All else equal it’s not any better reason to be absent more often than various ‘legitimate’ reasons of people who don’t have kids. But the reality of the workplace is some employees are harder to replace than others, a better or worse value for the money they are paid, and/or liked more or less by the boss. The last reason might not be a good one from long term business POV, but the first two kind of are. Moralizing about them is pointless IMO. Something like a marginal extra tendency not to show up will be weighed against your overall $/cents value otherwise. If you’re already viewed as a marginal value, it’s more likely to turn into a problem.
At my current employer, vacation time must be scheduled 24 hours in advance, OR you need an acceptable excuse why you couldn’t pre-schedule. Otherwise, it’s an unpaid and unexcused absence. Rack up too many unexcused absences, and your absence will become permanent.
“I can’t find a sitter” is likely an acceptable excuse the first time, but you’d probably better not make a habit of it.
I had to use a nanny at points when there was no daycare available when I returned to work. Occasionally they are going to get sick, and be unable to look after your kid - that’s no reflection on the parent who’s otherwise made reasonable efforts to secure childcare. I did have one who was more unreliable, and I quickly replaced her, as that was a foreseeable issue. But I’d expect that no more than a couple of days a year.
Allowances have to be made. Kids get unexpectedly sick, shit just happens. I guess in a perfect world, everyone would have a job where if they couldn’t get into work, they could work remotely from home. There are lots of jobs where that just isn’t possible. I would hope in jobs where it is possible, the bosses/managers get it, shit happens.
Georgia.

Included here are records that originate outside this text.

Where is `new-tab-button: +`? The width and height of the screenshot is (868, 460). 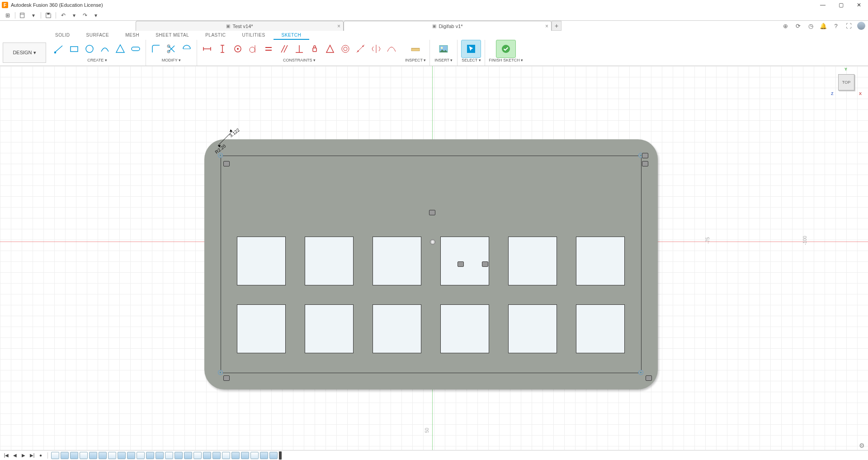 new-tab-button: + is located at coordinates (557, 26).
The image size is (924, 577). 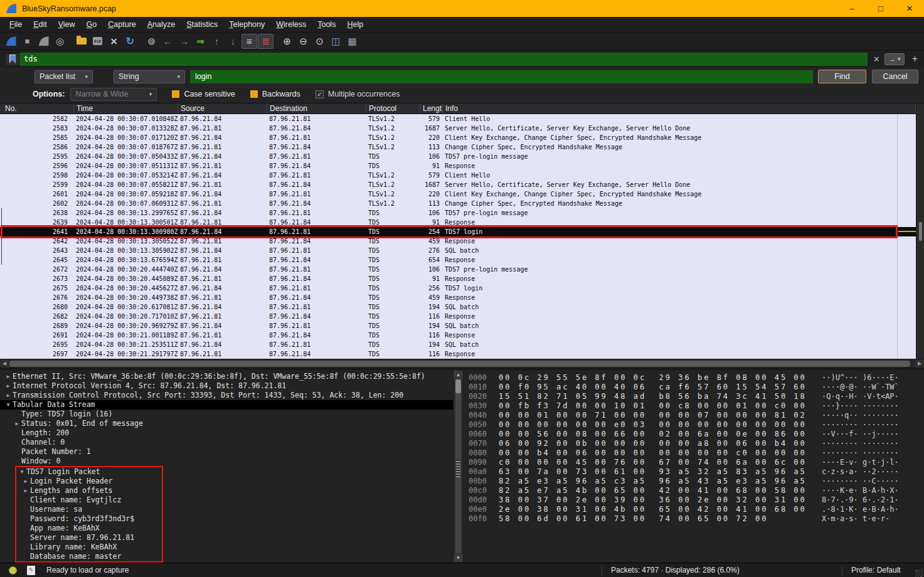 What do you see at coordinates (458, 345) in the screenshot?
I see `packet-row: 26952024-04-28 00:30:21.253511Z87.96.21.…` at bounding box center [458, 345].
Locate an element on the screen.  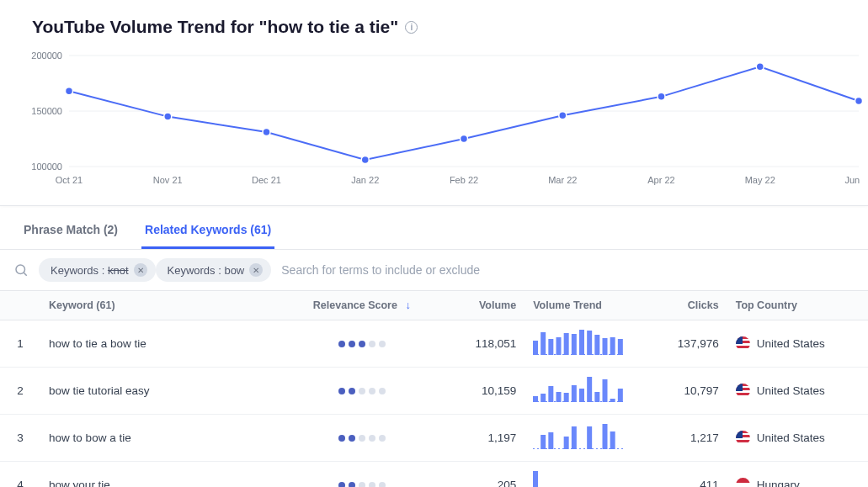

Kids 14 and up are allowed off without a parent, but they aren’t allowed to watch their younger siblings. If they get off at the babysitter’s, the sitter would have to meet them.
My source for this is a girl at work with school-age kids. My own kids were latchkey kids.
Where I work, if you have arranged your own sub from the approved sub list, the supervisors don’t care if you are home because the fourth season of Lou Grant just came out on video.
If your kid was sick, and you couldn’t find someone to stay with him, and couldn’t find a sub, you wouldn’t be in trouble, but if this weren’t the first time in a blue moon, you might be asked to bring in a doctor’s note. If you simply couldn’t find a sitter for a healthy child, you’d be told to bring the kid with you. I work in a preschool, and occasionally teachers with slightly older children, like first or second graders, have brought them to work when they had no childcare. If they are in the older rooms, they just do what they other kids are doing, for the most part. If they are in the toddler rooms, they actually can be helpful. They love the fact that they are able to read picture books to two-year-olds, and the toddlers regard them with awe.
It’s never been a problem. I realize most people aren’t that lucky, though.
And the action is that they “may” be brought back to school. How much do you want to bet that seldom happens, because if Atlanta public schools have enough money for after school care for kids whose parents aren’t right at the bus stop, they are possibly the only district in the country that does?